*** GIVEN DATA ***

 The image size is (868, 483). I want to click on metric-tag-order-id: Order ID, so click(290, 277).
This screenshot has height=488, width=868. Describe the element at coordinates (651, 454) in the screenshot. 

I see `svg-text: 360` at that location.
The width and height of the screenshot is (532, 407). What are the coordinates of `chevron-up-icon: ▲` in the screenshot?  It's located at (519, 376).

***
*** GIVEN DATA ***

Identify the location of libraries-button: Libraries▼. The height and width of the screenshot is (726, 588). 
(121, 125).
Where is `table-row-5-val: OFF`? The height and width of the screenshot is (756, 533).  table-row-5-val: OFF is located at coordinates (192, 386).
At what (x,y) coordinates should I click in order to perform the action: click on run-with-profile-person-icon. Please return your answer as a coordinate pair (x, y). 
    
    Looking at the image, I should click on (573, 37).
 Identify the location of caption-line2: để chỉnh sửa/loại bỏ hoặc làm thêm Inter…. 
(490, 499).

***

● **TRY IT**: Please transcribe exactly the lines above from the line that has "This screenshot has" up to and including the line that has "The width and"; no other line belongs in the answer.

● **EXERCISE OUTPUT**:
This screenshot has height=488, width=868. Describe the element at coordinates (651, 454) in the screenshot. 

I see `svg-text: 360` at that location.
The width and height of the screenshot is (532, 407). What are the coordinates of `chevron-up-icon: ▲` in the screenshot?  It's located at (519, 376).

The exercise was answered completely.